Design of Pavement Lights

Design of Pavement Lights

(OP)
I am having to prepare safe-load and maximum-span tables for a series of reinforced-concrete pavement-lights.  I am using BS 8110 for my design but I am also in the process of converting to Eurocode.

My problem is this.  I have designed the lights as a series of one-way spanning beams with perfect lateral restraint. When I compare my results with Luxcrete's safe load tables for pavement lights (very kindly supplied by cds72); I do not get the same results: or even near them.

From my calculations, Luxcrete's span ratios for deflection exceed those permitted in BS 8110. Unfortunately, I do not have any case studies or standards to follow to compare my results with.

Has anyone any experience of pavement-light or small single-reinforced beams (Lintels?) that I could share ideas with.  At these small depths of beam, do scale effects come into play? Did the authors of BS 8110 consider very small beams? I have not found any mention of small beams in the code.

RE: Design of Pavement Lights

May they be using fiber reinforced concrete in more than steel reinforcement?

RE: Design of Pavement Lights

(OP)
They make no mention of fibre concrete in the literature.

I am reading a text by Bernard Maidl on the subject at the moment and Maidl has shown that there is an improvement in crack widths (finer and more evenly distributed) but I have not found the amount of improvement yet.

However, when I check the span/depth of a Luxcrete pavement light with ribs of approximately 55mm wide by 110mm deep (giving an effective depth = 70mm with 10mm bar and 25 cover); The SD ratio for a 2950mm span is 42. I am not sure I could justify that ratio, even with fibre reinforcement.

Maybe pavement lights are not subject to BS 8110 SD ratios?
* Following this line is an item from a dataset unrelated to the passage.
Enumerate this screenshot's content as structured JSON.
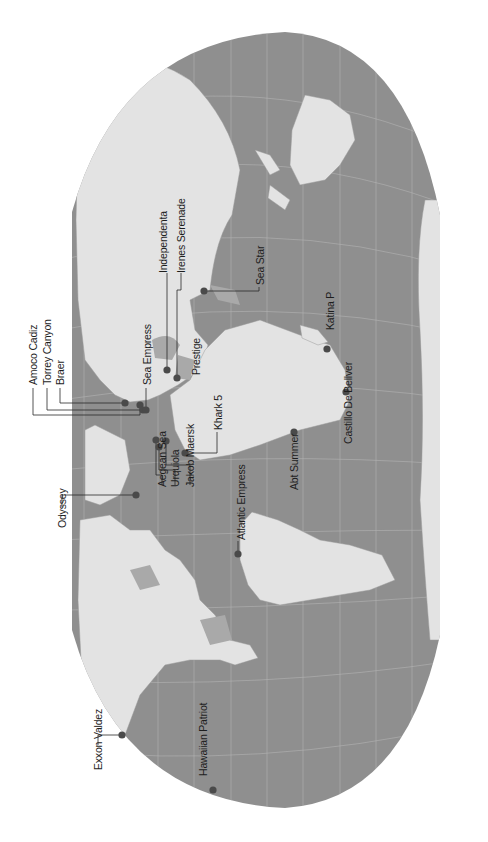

I was given this link by cds72 for Luxcrete span tables
http://www.luxcrete.co.uk/datasheets/LUXCRETE_FLOOR_PAVEMENT_LIGHTS_AND_SMOKE_OUTLET_PANELS.pdf

RE: Design of Pavement Lights

Certainky, that is prestressed concrete range ... top range. May the wires be prestressed? Even then quite curious detail would be required for anchorages of wire, loops, then some 90 deg turn? And kept within the panel, otherwise the cut end effects should show. Anyway could be enough to justify the gain at the central sections and maybe the ones closer to support are not critical for the given loads, or so makes some special "plastic" resilient concrete (high tensile strength).

As well, glass embedments constitute a composite structure with the concrete. Except for the transverse ribs they (as long adherence remains high) must be enhancing overal tensile (and flexural strength). And trhough a complicated transfer of flexural solicitations, then you have the transverse rib to be for flexure a full rectangular section of the overall width, reinforced by the wires ... that the span/depth ratio suggest be prestressed.
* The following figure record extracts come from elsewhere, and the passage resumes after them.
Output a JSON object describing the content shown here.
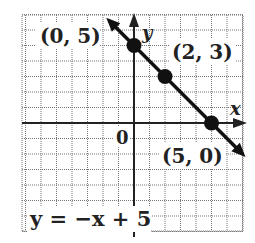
{
  "chart_data": {
    "type": "line",
    "title": "",
    "equation": "y = −x + 5",
    "xlabel": "x",
    "ylabel": "y",
    "origin_label": "0",
    "grid": true,
    "xlim": [
      -7.3,
      7
    ],
    "ylim": [
      -7,
      7
    ],
    "series": [
      {
        "name": "y = −x + 5",
        "slope": -1,
        "intercept": 5,
        "points": [
          {
            "x": 0,
            "y": 5,
            "label": "(0, 5)"
          },
          {
            "x": 2,
            "y": 3,
            "label": "(2, 3)"
          },
          {
            "x": 5,
            "y": 0,
            "label": "(5, 0)"
          }
        ]
      }
    ],
    "colors": {
      "line": "#111111",
      "grid": "#777777",
      "axis": "#222222",
      "background": "#ffffff"
    }
  },
  "labels": {
    "point_0_5": "(0, 5)",
    "point_2_3": "(2, 3)",
    "point_5_0": "(5, 0)",
    "x_axis": "x",
    "y_axis": "y",
    "origin": "0",
    "equation": "y = −x + 5"
  }
}
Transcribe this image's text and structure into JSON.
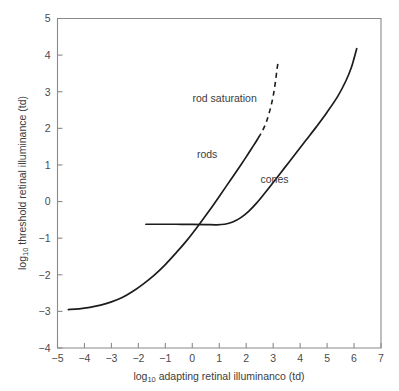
{
  "chart_data": {
    "type": "line",
    "title": "",
    "xlabel": "log10 adapting retinal illuminanco (td)",
    "ylabel": "log10 threshold retinal illuminance (td)",
    "xlim": [
      -5,
      7
    ],
    "ylim": [
      -4,
      5
    ],
    "xticks": [
      -5,
      -4,
      -3,
      -2,
      -1,
      0,
      1,
      2,
      3,
      4,
      5,
      6,
      7
    ],
    "xtick_labels": [
      "−5",
      "−4",
      "−3",
      "−2",
      "−1",
      "0",
      "1",
      "2",
      "3",
      "4",
      "5",
      "6",
      "7"
    ],
    "yticks": [
      -4,
      -3,
      -2,
      -1,
      0,
      1,
      2,
      3,
      4,
      5
    ],
    "ytick_labels": [
      "−4",
      "−3",
      "−2",
      "−1",
      "0",
      "1",
      "2",
      "3",
      "4",
      "5"
    ],
    "grid": false,
    "legend": "none",
    "series": [
      {
        "name": "rods",
        "style": "solid",
        "points": [
          [
            -4.6,
            -2.95
          ],
          [
            -4.2,
            -2.93
          ],
          [
            -3.8,
            -2.89
          ],
          [
            -3.4,
            -2.83
          ],
          [
            -3.0,
            -2.74
          ],
          [
            -2.6,
            -2.62
          ],
          [
            -2.2,
            -2.45
          ],
          [
            -1.8,
            -2.24
          ],
          [
            -1.4,
            -2.0
          ],
          [
            -1.0,
            -1.72
          ],
          [
            -0.6,
            -1.4
          ],
          [
            -0.2,
            -1.06
          ],
          [
            0.2,
            -0.68
          ],
          [
            0.6,
            -0.28
          ],
          [
            1.0,
            0.14
          ],
          [
            1.4,
            0.57
          ],
          [
            1.8,
            1.0
          ],
          [
            2.0,
            1.22
          ],
          [
            2.2,
            1.45
          ],
          [
            2.35,
            1.62
          ],
          [
            2.45,
            1.74
          ]
        ]
      },
      {
        "name": "rod saturation",
        "style": "dashed",
        "points": [
          [
            2.45,
            1.74
          ],
          [
            2.6,
            1.93
          ],
          [
            2.75,
            2.18
          ],
          [
            2.9,
            2.55
          ],
          [
            3.0,
            2.88
          ],
          [
            3.08,
            3.25
          ],
          [
            3.14,
            3.6
          ],
          [
            3.18,
            3.8
          ]
        ]
      },
      {
        "name": "cones",
        "style": "solid",
        "points": [
          [
            -1.72,
            -0.62
          ],
          [
            -1.2,
            -0.62
          ],
          [
            -0.6,
            -0.62
          ],
          [
            0.0,
            -0.625
          ],
          [
            0.5,
            -0.63
          ],
          [
            0.9,
            -0.635
          ],
          [
            1.2,
            -0.62
          ],
          [
            1.5,
            -0.56
          ],
          [
            1.8,
            -0.44
          ],
          [
            2.1,
            -0.26
          ],
          [
            2.4,
            -0.03
          ],
          [
            2.7,
            0.24
          ],
          [
            3.0,
            0.52
          ],
          [
            3.4,
            0.9
          ],
          [
            3.8,
            1.28
          ],
          [
            4.2,
            1.66
          ],
          [
            4.6,
            2.04
          ],
          [
            5.0,
            2.44
          ],
          [
            5.4,
            2.88
          ],
          [
            5.7,
            3.3
          ],
          [
            5.9,
            3.66
          ],
          [
            6.1,
            4.18
          ]
        ]
      }
    ],
    "annotations": [
      {
        "text": "rod saturation",
        "x": 1.2,
        "y": 2.72
      },
      {
        "text": "rods",
        "x": 0.55,
        "y": 1.18
      },
      {
        "text": "cones",
        "x": 3.05,
        "y": 0.52
      }
    ]
  }
}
RE: Design of Pavement Lights

hemis,

I would expect that the luxcrete values are based on testing rather than code values.

RE: Design of Pavement Lights

(OP)
Thank you for your responses.

Not sure if Luxcrete prestress.

I telephoned the technical department at Luxcrete and (this is from my memory - no litigation please) the calculations and testing carried out at Westminster University has been lost in a recent management re-organisation. I may consider approaching Westminster to see if the testing is in the public domain.

Am I able to model the pavement lights as a grillage in FEM? I know nearly all the properties of the material. I use PROKON for my modelling.